Learning What’s Important
My friends Bob and Jan didn’t have much, but they had love between each other, and they decided that was enough. They bought a little piece of land and restored a doublewide modular home that was rotting on it. Their three children ran back and forth, carrying nails and hammers to their mom and dad and grandpa, who moved in to help with construction. They helped plant the vegetable garden and they chose the best place for the hibachi grill to go. They brought fruit drinks out to the plumbers and woodworkers, and helped prepare meals when everyone else was occupied. They massaged their mom’s feet when she collapsed, exhausted, on the sofa and helped each other with homework and dressing.

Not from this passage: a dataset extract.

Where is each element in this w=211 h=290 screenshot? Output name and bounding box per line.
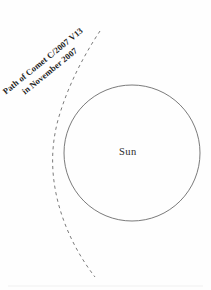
diagram-canvas — [0, 0, 211, 290]
sun-label: Sun — [119, 146, 137, 157]
comet-path-figure: Sun Path of Comet C/2007 V13 in November… — [0, 0, 211, 290]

They have a television, but short of Nat Geo and a couple of Animal Planet shows, they rarely watch it. They have a pile of teddy bears, Thomas Tanks and tea sets but they don’t get a lot of play. The children would much rather venture to Home Depot with Grandpa to pick up fixtures for the sinks or grocery shop with Mom for dinner. And when I came bearing what I supposed were the obligatory house gifts for winning the children’s attention, I found they were far more interested in me, though Lisa, the only girl, did wear the ballerina skirt I bought her for the next three days. These children knew when to withdraw, as well. When they saw their parents immersed in conversation with each other or other people, they found things to do alone or together.
Hurry, or you’ll miss it!
In the movie ‘Hook’, Robin Williams’ character gives his children everything but his time. He almost loses his son’s affections when the wily Captain Cook recognizes what the child really wants: a father who is there.
Why do parents feel the need to shower their children with pricey gifts? Do the children annoy them so much? Are they guilty about something? Are they really trying to buy their children’s affection? Do they feel their own company has no value?
Children are young for such a short time. When they are grown and gone, it is too late to realize that all the plastic in the world, all the fast cars and spangled jewelry, all the cashmere sweaters and funded trips to whichever coast is convenient cannot stand up to the treasure of a pair of warm arms around one’s neck, or the whispered words, “I love you so much!”